CDA sealed Azam Swati’s Islamabad farmhouse

The Capital Development Authority (CDA) has sealed the farmhouse of Pakistan Tehreek-e-Insaf (PTI) Senator Azam Khan Swati in Islamabad’s Chak Shahzad area.
The CDA officials said that the property was sealed for violating house-building laws.
The CDA building control department had sent a notice to Azam Swati’s wife last month.
The notice stated that two basements, ground floor and guard room were constructed illegally on the occupied space in the farmhouse.
Earlier a day, Sindh police took Azam Swati into custody from Quetta. The PTI leader will be shifted to Sindh where two cases were registered against him.
Taking to twitter, PTI leader Qasim Khan Suri also confirmed the development denouncing the Sindh government’s action “regretful” in the wake of the BHC’s order favouring the senator.
On the other hand, the Balochistan High Court (BHC) has ordered to quash all five first information reports (FIR) registered against PTI Senator Azam Swati for his controversial tweets against senior military officers.
Earlier on December 6, the Balochistan High Court had ordered not to register any more cases against Azam Swati in the province.
It should be noted that on December 4, the Quetta’s local court handed over Senator Azam Swati, who was arrested in the case of the controversial tweet against top military brass, to the police on a 5-day physical remand.
On December 2, Senator Azam Swati was taken into custody by the Quetta Police from Islamabad and transferred to Balochistan, while a day before that, the District and Sessions Court of Islamabad had ordered to send him to jail on a 14-day judicial remand.
Background:
On November 27, PTI Senator Azam Khan Swati was arrested by the Federal Investigation Agency (FIA) for his controversial tweets against senior military officials.
A First Information Report (FIR) was registered by the FIA on the complaint of the state through Islamabad Cyber Crime Reporting Centre (CCRC) Technical Assistant Aneesur Rehman.
The complaint was registered under Section 20 of the Prevention of Electronic Crime Act 2016 (Peca) which deals with offences against dignity of a person as well as Sections 131 (abetting mutiny or attempting to seduce a soldier from his duty),500 (punishment for defamation), 501 (defamation and printing of content deemed defamatory), Section 505 (statement conducing to public mischief) and 109 (abetment) of the Pakistan Penal Code (PPC).
The FIR reads: “Swati and three other Twitter accounts with malafide intentions and ulterior motives, started a highly obnoxious campaign of intimidating tweets […] against state institutions and senior government functionaries, including outgoing army chief General Qamar Javed Bajwa”
The FIR added that such “intimidating tweets of blaming and naming” were a “mischievous act of subversion to create a rift between personnel of armed forces to harm the state of Pakistan”.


§ WHAT IS REQUIRED: Transcribe the records below exactly, leaving out any pictures.

*** RECORDED DATA

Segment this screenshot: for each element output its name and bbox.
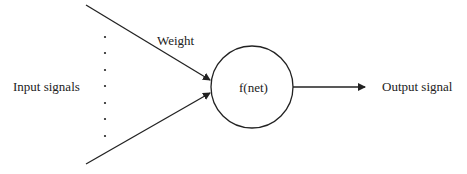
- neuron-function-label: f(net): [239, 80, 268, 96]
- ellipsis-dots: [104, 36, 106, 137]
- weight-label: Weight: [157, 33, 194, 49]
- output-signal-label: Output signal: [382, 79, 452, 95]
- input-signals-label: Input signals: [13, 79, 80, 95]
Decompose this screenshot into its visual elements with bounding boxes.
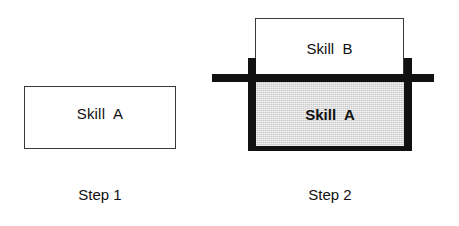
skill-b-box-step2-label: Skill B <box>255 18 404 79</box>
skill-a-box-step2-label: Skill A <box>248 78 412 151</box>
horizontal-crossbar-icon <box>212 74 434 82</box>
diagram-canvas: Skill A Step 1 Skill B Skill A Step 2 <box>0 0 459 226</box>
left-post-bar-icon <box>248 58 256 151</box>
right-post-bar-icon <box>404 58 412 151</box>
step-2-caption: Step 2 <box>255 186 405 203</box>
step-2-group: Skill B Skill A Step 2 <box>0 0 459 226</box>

******

§ RESPONSE AREA:
Segment this screenshot: for each element output its name and bbox.
- neuron-function-label: f(net): [239, 80, 268, 96]
- ellipsis-dots: [104, 36, 106, 137]
- weight-label: Weight: [157, 33, 194, 49]
- output-signal-label: Output signal: [382, 79, 452, 95]
- input-signals-label: Input signals: [13, 79, 80, 95]
Decompose this screenshot into its visual elements with bounding boxes.
skill-b-box-step2-label: Skill B <box>255 18 404 79</box>
skill-a-box-step2-label: Skill A <box>248 78 412 151</box>
horizontal-crossbar-icon <box>212 74 434 82</box>
diagram-canvas: Skill A Step 1 Skill B Skill A Step 2 <box>0 0 459 226</box>
left-post-bar-icon <box>248 58 256 151</box>
right-post-bar-icon <box>404 58 412 151</box>
step-2-caption: Step 2 <box>255 186 405 203</box>
step-2-group: Skill B Skill A Step 2 <box>0 0 459 226</box>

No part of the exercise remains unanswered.